Feminism's Shameful Blind Eye

July 9, 2010
Clive James on the ongoing horror of "honor" killings in certain Muslim, Hindu, and/or Sikh precincts around the world and the wretched silence from Western feminists and liberals:

"When a girl in a British Pakistani community is set on fire by her brothers, or has her face ruined with acid by a rejected candidate for the role of husband, we hear about it in the newspapers, although seldom for long; but in Pakistan such incidents aren’t news at all. They happen three times a day. They are part of the culture. It was news in Britain when, on July 14, 2006, in London, a gifted Pakistani girl (her name was Sumari) was slain by her father, brother and cousin. It needed all of them to do it, because apparently she had to be stabbed eighteen times. Her crime had been to disobey them, and she died of the proof that they had been well worth disobeying."

Read the whole hair-raising article here.
 

Alles Gute zum Geburtstag, Maestro

July 8, 2010
Alles Gute zum Geburtstag, Maestro
If I had a single composer's works to have with me on the proverbial desert island, I would be torn between Beethoven's, Mozart's, and Gustav Mahler's; but Mahler would get the nod, by a whisker.
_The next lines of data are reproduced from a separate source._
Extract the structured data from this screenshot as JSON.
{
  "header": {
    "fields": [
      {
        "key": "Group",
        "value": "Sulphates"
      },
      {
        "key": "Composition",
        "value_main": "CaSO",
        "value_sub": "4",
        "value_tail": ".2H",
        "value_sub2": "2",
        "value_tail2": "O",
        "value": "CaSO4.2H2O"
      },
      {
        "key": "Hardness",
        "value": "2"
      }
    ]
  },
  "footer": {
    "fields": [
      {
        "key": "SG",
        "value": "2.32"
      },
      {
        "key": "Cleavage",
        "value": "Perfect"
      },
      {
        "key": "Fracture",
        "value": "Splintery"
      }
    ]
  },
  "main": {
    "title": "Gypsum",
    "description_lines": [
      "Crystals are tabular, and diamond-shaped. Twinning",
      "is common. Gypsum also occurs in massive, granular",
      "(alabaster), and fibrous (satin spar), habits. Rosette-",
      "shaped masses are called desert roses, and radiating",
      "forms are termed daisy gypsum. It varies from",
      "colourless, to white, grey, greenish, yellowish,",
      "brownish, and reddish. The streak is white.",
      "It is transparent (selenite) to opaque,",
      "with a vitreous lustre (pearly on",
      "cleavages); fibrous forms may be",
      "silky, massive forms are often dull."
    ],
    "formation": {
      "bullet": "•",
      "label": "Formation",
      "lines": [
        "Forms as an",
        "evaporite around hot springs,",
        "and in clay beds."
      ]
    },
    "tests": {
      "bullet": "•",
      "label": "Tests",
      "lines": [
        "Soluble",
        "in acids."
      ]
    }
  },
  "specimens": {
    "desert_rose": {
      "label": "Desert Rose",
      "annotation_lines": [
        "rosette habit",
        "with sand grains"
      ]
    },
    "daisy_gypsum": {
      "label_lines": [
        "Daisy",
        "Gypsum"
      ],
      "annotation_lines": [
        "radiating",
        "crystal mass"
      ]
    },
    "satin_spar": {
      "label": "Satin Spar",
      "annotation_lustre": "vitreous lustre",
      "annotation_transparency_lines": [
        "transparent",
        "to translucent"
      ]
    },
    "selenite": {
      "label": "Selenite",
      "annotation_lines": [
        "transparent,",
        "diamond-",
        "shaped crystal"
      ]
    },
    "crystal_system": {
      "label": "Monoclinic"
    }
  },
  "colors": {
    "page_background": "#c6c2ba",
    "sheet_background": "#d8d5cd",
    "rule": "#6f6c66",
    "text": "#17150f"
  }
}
He's a novelist in music who leaves nothing out, a John Cowper Powys of near-infinite, glorious sound. He was born 150 years ago; of those years he only lived 51. I've loved his work since the revelatory moment at age ten or so when I heard the Ninth Symphony for the first time. Here it is performed by the Vienna Symphony Orchestra, Hermann Scherchen conducting in war-torn, Soviet-occupied Vienna in 1950. 
 

Three Stars for Ghose

July 7, 2010
Three Stars for Ghose
Zulfikar Ghose is a writer born in that part of pre-Partition India that is now Pakistan and who now lives just down the road from me, here in Austin, Texas. He is a fine writer, and pretty much sui generis, although elements of Rushdie and Garcia Marquez (and Beckett, and Joyce) can be detected in his novels, among which are such whimsical masterpieces as The Incredible Brazilian, The Triple Mirror of the Self, and Figures of Enchantment.
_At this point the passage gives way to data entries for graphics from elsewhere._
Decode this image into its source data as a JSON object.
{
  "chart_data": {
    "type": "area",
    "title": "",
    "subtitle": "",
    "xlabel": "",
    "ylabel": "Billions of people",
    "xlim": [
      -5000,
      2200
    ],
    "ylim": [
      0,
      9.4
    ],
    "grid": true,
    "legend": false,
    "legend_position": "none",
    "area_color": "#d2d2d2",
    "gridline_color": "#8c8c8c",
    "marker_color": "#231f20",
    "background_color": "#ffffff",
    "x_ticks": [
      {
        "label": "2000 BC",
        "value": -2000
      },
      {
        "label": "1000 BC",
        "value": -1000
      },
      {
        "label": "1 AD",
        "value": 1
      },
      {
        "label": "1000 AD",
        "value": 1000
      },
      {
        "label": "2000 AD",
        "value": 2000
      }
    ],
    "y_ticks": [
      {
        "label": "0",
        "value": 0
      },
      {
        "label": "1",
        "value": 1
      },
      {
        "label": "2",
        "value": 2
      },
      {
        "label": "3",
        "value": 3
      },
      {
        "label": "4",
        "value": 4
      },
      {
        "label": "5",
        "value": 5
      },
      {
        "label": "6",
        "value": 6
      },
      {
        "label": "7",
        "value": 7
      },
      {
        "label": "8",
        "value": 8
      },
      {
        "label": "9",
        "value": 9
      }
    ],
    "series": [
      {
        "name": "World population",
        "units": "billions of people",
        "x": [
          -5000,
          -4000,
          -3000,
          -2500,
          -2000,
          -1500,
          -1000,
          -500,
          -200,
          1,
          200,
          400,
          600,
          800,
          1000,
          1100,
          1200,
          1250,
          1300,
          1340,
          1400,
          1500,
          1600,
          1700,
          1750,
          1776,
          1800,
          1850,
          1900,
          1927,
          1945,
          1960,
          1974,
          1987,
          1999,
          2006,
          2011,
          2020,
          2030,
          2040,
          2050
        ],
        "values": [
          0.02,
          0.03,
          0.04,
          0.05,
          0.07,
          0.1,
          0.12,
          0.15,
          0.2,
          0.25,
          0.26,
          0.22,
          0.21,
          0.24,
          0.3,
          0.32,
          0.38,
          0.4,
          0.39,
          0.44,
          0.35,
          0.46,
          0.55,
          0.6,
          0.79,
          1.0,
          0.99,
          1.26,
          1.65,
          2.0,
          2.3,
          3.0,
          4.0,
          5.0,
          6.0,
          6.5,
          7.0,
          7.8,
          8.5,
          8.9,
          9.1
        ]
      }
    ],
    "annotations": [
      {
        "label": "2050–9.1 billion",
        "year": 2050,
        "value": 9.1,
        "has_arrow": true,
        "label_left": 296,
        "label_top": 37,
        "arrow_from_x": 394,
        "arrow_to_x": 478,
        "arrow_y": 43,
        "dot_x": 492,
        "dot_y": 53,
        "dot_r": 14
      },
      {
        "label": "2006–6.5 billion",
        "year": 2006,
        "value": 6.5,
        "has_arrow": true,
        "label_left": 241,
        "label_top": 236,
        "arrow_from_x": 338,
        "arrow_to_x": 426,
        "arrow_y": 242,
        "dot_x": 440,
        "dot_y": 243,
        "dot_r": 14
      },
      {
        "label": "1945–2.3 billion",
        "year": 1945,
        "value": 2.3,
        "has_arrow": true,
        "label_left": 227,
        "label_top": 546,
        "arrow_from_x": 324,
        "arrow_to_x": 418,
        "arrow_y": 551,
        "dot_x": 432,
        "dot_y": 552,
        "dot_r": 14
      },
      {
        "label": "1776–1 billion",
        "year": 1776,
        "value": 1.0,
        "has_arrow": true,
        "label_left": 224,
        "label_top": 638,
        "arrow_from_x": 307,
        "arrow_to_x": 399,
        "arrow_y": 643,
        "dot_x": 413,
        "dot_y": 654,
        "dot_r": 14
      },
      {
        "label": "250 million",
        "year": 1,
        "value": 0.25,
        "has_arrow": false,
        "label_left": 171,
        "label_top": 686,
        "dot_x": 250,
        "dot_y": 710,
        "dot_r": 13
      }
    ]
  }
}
"I have no interest in the reader," says Ghose. "I never think of the reader. I don’t know who the reader is. In one’s earlier work there might be some images or expressions put there to please or make an impression on a particular writer friend, but in one’s later work the impulse comes from within the art where one writes in the company of the dead writers who become one’s most intimate associates. Sometimes I receive a letter from a reader who has liked a book; that is always gratifying, of course, but not as gratifying as the reflection that a sentence I have written would have pleased Flaubert or Proust."

Highly recommended. If I were the Michelin guide, and Ghose were a restaurant, I'd give him three stars.
 

Go, Soldiers of Orange

July 7, 2010
Go, Soldiers of Orange
Best luck to the Flying Dutchmen in the World Cup final. In Madison Square Garden, in 1978, I watched their agonizingly close defeat by Argentina. They lost 3–1 after two extra time Argentinian goals. Dutch champion Rensenbrink struck the Argentinian goalpost in the last minute of regular time, with the score 1–1. I watched it with a French-speaking Belgian, but he was entirely Dutch for the occasion. As was I. Lang leve de Nederlandse!